On some systems, the DB upgrade was failing because there were
too many rows for the cursor window. This moves some looping
operations into single update statements by using the substr()
command, and chunks the rest using a series of LIMITs.
1) Display the individual sender name in a group conversation.
2) Add an "address" column to MmsDatabase and keep FROM there.
3) Remove all blocking operations from MmsDatabase.Reader path.
4) Strip SMIL and other undisplayable parts from part count.
5) Fix places where messages weren't being correctly decrypted.
1) We now delay MMS notifications until a payload is received,
or there's an error downloading the payload. This makes
group messages more consistent.
2) All "text" parts of an MMS are combined into a second text
record, which is stored in the MMS row directly rather than
as a distinct part. This allows for immediate text loading,
which means there's no chance a ConversationItem will resize.
To do this, we need to include MMS in the big DB migration
that's already staged for this application update. It's also
an "application-level" migration, because we need the MasterSecret
to do it.
3) On conversation display, all image-based parts now have their
thumbnails loaded asynchronously. This allows for smooth-scrolling.
The thumbnails are also scaled more accurately.
1) We now try to hand out cursors at a minimum. There has always been
a fairly clean insertion layer that handles encrypting message bodies,
but the process of decrypting message bodies has always been less than
ideal. Here we introduce a "Reader" interface that will decrypt message
bodies when appropriate and return objects that encapsulate record state.
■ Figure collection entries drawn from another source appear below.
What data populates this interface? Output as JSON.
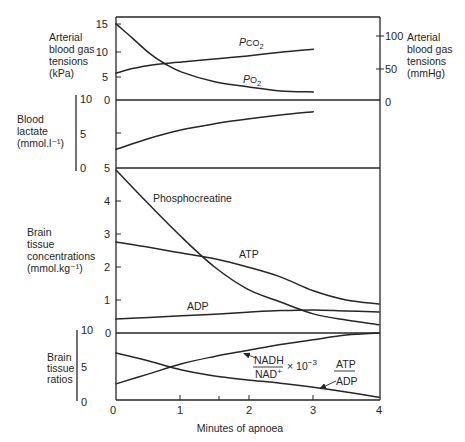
{
  "figure": {
    "x_axis": {
      "label": "Minutes of apnoea",
      "ticks": [
        "0",
        "1",
        "2",
        "3",
        "4"
      ]
    },
    "panels": {
      "gas": {
        "label_lines": [
          "Arterial",
          "blood gas",
          "tensions",
          "(kPa)"
        ],
        "left_ticks": [
          "15",
          "10",
          "5",
          "0"
        ],
        "right_label_lines": [
          "Arterial",
          "blood gas",
          "tensions",
          "(mmHg)"
        ],
        "right_ticks": [
          "100",
          "50",
          "0"
        ],
        "curve_labels": {
          "pco2": {
            "p": "P",
            "gas": "CO",
            "sub": "2"
          },
          "po2": {
            "p": "P",
            "gas": "O",
            "sub": "2"
          }
        }
      },
      "lactate": {
        "label_lines": [
          "Blood",
          "lactate",
          "(mmol.l⁻¹)"
        ],
        "scale_ticks": [
          "10",
          "5",
          "0"
        ]
      },
      "concentrations": {
        "label_lines": [
          "Brain",
          "tissue",
          "concentrations",
          "(mmol.kg⁻¹)"
        ],
        "left_ticks": [
          "5",
          "4",
          "3",
          "2",
          "1",
          "0"
        ],
        "curve_labels": {
          "pcr": "Phosphocreatine",
          "atp": "ATP",
          "adp": "ADP"
        }
      },
      "ratios": {
        "label_lines": [
          "Brain",
          "tissue",
          "ratios"
        ],
        "scale_ticks": [
          "10",
          "5",
          "0"
        ],
        "curve_labels": {
          "nadh_num": "NADH",
          "nadh_den": "NAD",
          "nadh_den_sup": "+",
          "multiplier": "× 10",
          "multiplier_exp": "−3",
          "atp_num": "ATP",
          "atp_den": "ADP"
        }
      }
    }
  },
  "chart_data": [
    {
      "type": "line",
      "title": "Arterial blood gas tensions",
      "xlabel": "Minutes of apnoea",
      "ylabel": "Arterial blood gas tensions (kPa)",
      "y2label": "Arterial blood gas tensions (mmHg)",
      "x": [
        0,
        0.25,
        0.5,
        0.75,
        1,
        1.5,
        2,
        2.5,
        3
      ],
      "series": [
        {
          "name": "PO2",
          "values": [
            15.0,
            12.2,
            9.3,
            7.1,
            5.5,
            3.6,
            2.6,
            1.8,
            1.6
          ]
        },
        {
          "name": "PCO2",
          "values": [
            5.3,
            6.2,
            6.8,
            7.2,
            7.5,
            8.1,
            8.7,
            9.4,
            10.0
          ]
        }
      ],
      "xlim": [
        0,
        4
      ],
      "ylim": [
        0,
        15
      ],
      "yticks": [
        0,
        5,
        10,
        15
      ],
      "y2ticks": [
        0,
        50,
        100
      ],
      "grid": false
    },
    {
      "type": "line",
      "title": "Blood lactate",
      "ylabel": "Blood lactate (mmol.l⁻¹)",
      "x": [
        0,
        0.5,
        1,
        1.5,
        2,
        2.5,
        3
      ],
      "series": [
        {
          "name": "Blood lactate",
          "values": [
            2.8,
            4.4,
            5.7,
            6.6,
            7.3,
            7.9,
            8.4
          ]
        }
      ],
      "xlim": [
        0,
        4
      ],
      "ylim": [
        0,
        10
      ],
      "yticks": [
        0,
        5,
        10
      ],
      "grid": false
    },
    {
      "type": "line",
      "title": "Brain tissue concentrations",
      "ylabel": "Brain tissue concentrations (mmol.kg⁻¹)",
      "x": [
        0,
        0.5,
        1,
        1.5,
        2,
        2.5,
        3,
        3.5,
        4
      ],
      "series": [
        {
          "name": "Phosphocreatine",
          "values": [
            4.94,
            3.9,
            2.9,
            2.0,
            1.33,
            0.94,
            0.58,
            0.39,
            0.25
          ]
        },
        {
          "name": "ATP",
          "values": [
            2.76,
            2.6,
            2.42,
            2.25,
            2.0,
            1.7,
            1.28,
            1.0,
            0.88
          ]
        },
        {
          "name": "ADP",
          "values": [
            0.42,
            0.47,
            0.52,
            0.57,
            0.63,
            0.68,
            0.7,
            0.67,
            0.64
          ]
        }
      ],
      "xlim": [
        0,
        4
      ],
      "ylim": [
        0,
        5
      ],
      "yticks": [
        0,
        1,
        2,
        3,
        4,
        5
      ],
      "grid": false
    },
    {
      "type": "line",
      "title": "Brain tissue ratios",
      "xlabel": "Minutes of apnoea",
      "ylabel": "Brain tissue ratios",
      "x": [
        0,
        0.5,
        1,
        1.5,
        2,
        2.5,
        3,
        3.5,
        4
      ],
      "series": [
        {
          "name": "NADH/NAD+ × 10^-3",
          "values": [
            2.4,
            3.9,
            5.4,
            6.5,
            7.4,
            8.3,
            9.0,
            9.7,
            10.0
          ]
        },
        {
          "name": "ATP/ADP",
          "values": [
            7.0,
            5.8,
            4.5,
            3.6,
            3.0,
            2.5,
            1.9,
            1.2,
            0.4
          ]
        }
      ],
      "xlim": [
        0,
        4
      ],
      "xticks": [
        0,
        1,
        2,
        3,
        4
      ],
      "ylim": [
        0,
        10
      ],
      "yticks": [
        0,
        5,
        10
      ],
      "grid": false
    }
  ]
}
No more MessageDisplayHelper. The MmsSmsDatabase interface is also more
sane.
2) We finally rid ourselves of the technical debt associated with TextSecure's
initial usage of the default SMS DB. In that world, we weren't able to use
anything other than the default "Inbox, Outbox, Sent" types to describe a
message, and had to overload the message content itself with a set of
local "prefixes" to describe what it was (encrypted, asymetric encrypted,
remote encrypted, a key exchange, procssed key exchange), and so on.
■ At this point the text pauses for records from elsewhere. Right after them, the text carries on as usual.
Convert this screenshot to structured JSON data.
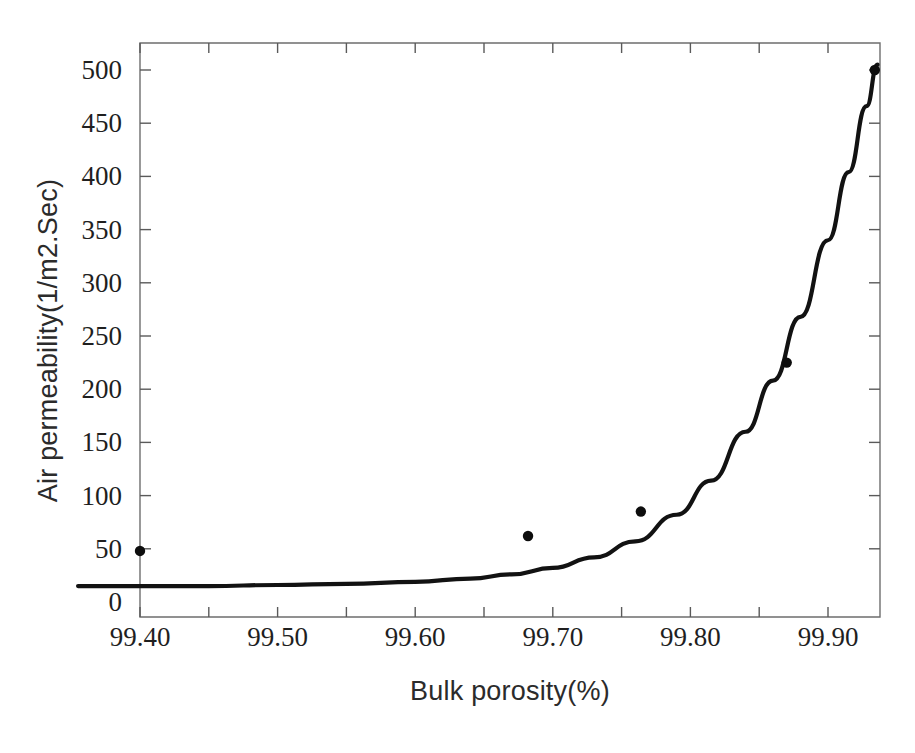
{
  "chart_data": {
    "type": "scatter",
    "title": "",
    "subtitle": "",
    "xlabel": "Bulk porosity(%)",
    "ylabel": "Air permeability(1/m2.Sec)",
    "xlim": [
      99.355,
      99.94
    ],
    "ylim": [
      0,
      540
    ],
    "xticks": [
      99.4,
      99.5,
      99.6,
      99.7,
      99.8,
      99.9
    ],
    "xtick_labels": [
      "99.40",
      "99.50",
      "99.60",
      "99.70",
      "99.80",
      "99.90"
    ],
    "yticks": [
      0,
      50,
      100,
      150,
      200,
      250,
      300,
      350,
      400,
      450,
      500
    ],
    "ytick_labels": [
      "0",
      "50",
      "100",
      "150",
      "200",
      "250",
      "300",
      "350",
      "400",
      "450",
      "500"
    ],
    "grid": false,
    "legend": null,
    "legend_position": "none",
    "annotations": [],
    "series": [
      {
        "name": "Measured data",
        "type": "scatter",
        "marker": "circle",
        "color": "#0d0d0d",
        "points": [
          {
            "x": 99.4,
            "y": 48
          },
          {
            "x": 99.682,
            "y": 62
          },
          {
            "x": 99.764,
            "y": 85
          },
          {
            "x": 99.87,
            "y": 225
          },
          {
            "x": 99.934,
            "y": 500
          }
        ]
      },
      {
        "name": "Fitted exponential curve",
        "type": "line",
        "color": "#121212",
        "points": [
          {
            "x": 99.355,
            "y": 15
          },
          {
            "x": 99.4,
            "y": 15
          },
          {
            "x": 99.45,
            "y": 15
          },
          {
            "x": 99.5,
            "y": 16
          },
          {
            "x": 99.55,
            "y": 17
          },
          {
            "x": 99.6,
            "y": 19
          },
          {
            "x": 99.64,
            "y": 22
          },
          {
            "x": 99.67,
            "y": 26
          },
          {
            "x": 99.7,
            "y": 32
          },
          {
            "x": 99.73,
            "y": 42
          },
          {
            "x": 99.76,
            "y": 57
          },
          {
            "x": 99.79,
            "y": 82
          },
          {
            "x": 99.815,
            "y": 114
          },
          {
            "x": 99.84,
            "y": 160
          },
          {
            "x": 99.86,
            "y": 208
          },
          {
            "x": 99.88,
            "y": 268
          },
          {
            "x": 99.9,
            "y": 340
          },
          {
            "x": 99.915,
            "y": 404
          },
          {
            "x": 99.928,
            "y": 466
          },
          {
            "x": 99.936,
            "y": 505
          }
        ]
      }
    ]
  },
  "axes": {
    "x_label": "Bulk porosity(%)",
    "y_label": "Air permeability(1/m2.Sec)"
  }
}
This includes a major schema update that transforms the "type" field into
a bitmask that describes everything that used to be encoded in a prefix,
and prefixes have been completely eliminated from the system.
No more Prefix.java
3) Refactoring of the MultipartMessageHandler code. It's less of a mess, and
hopefully more clear as to what's going on.
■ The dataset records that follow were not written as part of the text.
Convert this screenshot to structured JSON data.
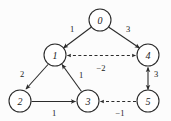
{
  "figure": {
    "type": "directed-weighted-graph",
    "width": 171,
    "height": 121,
    "background_color": "#fcfcfc",
    "stroke_color": "#2b2b2b",
    "text_color": "#1a1a1a"
  },
  "graph_data": {
    "type": "graph",
    "directed": true,
    "weighted": true,
    "nodes": [
      {
        "id": "0",
        "label": "0",
        "x": 100,
        "y": 20,
        "r": 11
      },
      {
        "id": "1",
        "label": "1",
        "x": 55,
        "y": 55,
        "r": 11
      },
      {
        "id": "4",
        "label": "4",
        "x": 148,
        "y": 55,
        "r": 11
      },
      {
        "id": "2",
        "label": "2",
        "x": 20,
        "y": 101,
        "r": 11
      },
      {
        "id": "3",
        "label": "3",
        "x": 88,
        "y": 101,
        "r": 11
      },
      {
        "id": "5",
        "label": "5",
        "x": 148,
        "y": 101,
        "r": 11
      }
    ],
    "edges": [
      {
        "from": "0",
        "to": "1",
        "weight": "1",
        "style": "solid",
        "arrows": "forward",
        "label_x": 72,
        "label_y": 29
      },
      {
        "from": "0",
        "to": "4",
        "weight": "3",
        "style": "solid",
        "arrows": "forward",
        "label_x": 128,
        "label_y": 29
      },
      {
        "from": "1",
        "to": "4",
        "weight": "−2",
        "style": "dashed",
        "arrows": "both",
        "label_x": 101,
        "label_y": 68
      },
      {
        "from": "1",
        "to": "2",
        "weight": "2",
        "style": "solid",
        "arrows": "forward",
        "label_x": 22,
        "label_y": 74
      },
      {
        "from": "3",
        "to": "1",
        "weight": "1",
        "style": "solid",
        "arrows": "forward",
        "label_x": 81,
        "label_y": 75
      },
      {
        "from": "2",
        "to": "3",
        "weight": "1",
        "style": "solid",
        "arrows": "forward",
        "label_x": 54,
        "label_y": 113
      },
      {
        "from": "4",
        "to": "5",
        "weight": "3",
        "style": "solid",
        "arrows": "both",
        "label_x": 155,
        "label_y": 74
      },
      {
        "from": "5",
        "to": "3",
        "weight": "−1",
        "style": "dashed",
        "arrows": "forward",
        "label_x": 120,
        "label_y": 113
      }
    ]
  },
  "node_labels": {
    "n0": "0",
    "n1": "1",
    "n4": "4",
    "n2": "2",
    "n3": "3",
    "n5": "5"
  },
  "edge_labels": {
    "e0_1": "1",
    "e0_4": "3",
    "e1_4": "−2",
    "e1_2": "2",
    "e3_1": "1",
    "e2_3": "1",
    "e4_5": "3",
    "e5_3": "−1"
  }
}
The next step is to remove what we can from SmsTransportDetails and genericize
that interface for a GCM equivalent.
Yet another setting that most users will never touch. Workaround for
those who would is to use a different identity key per device.
Let this be a sacrifice to the android settings design pattern gods.
The vast majority of users will never uncheck this option. Those who
would can send an unencrypted untagged message through the system sms
app. It would then be stored locally in the clear, but it was already
transmitted in the clear and likely stored on the recipient's side in
the clear, so the security gains of locally encrypting are low, and
again, this seems an extremely rare edge case.
By android design pattern specs for the settings menu, we should kill
this preference.
Android design pattern best practice recommends placing the settings
menu item below all other items because it's not frequently needed.
In that spirit, I've also moved the clear passphrase option to be first
since it is likely to be used more often than database import/export.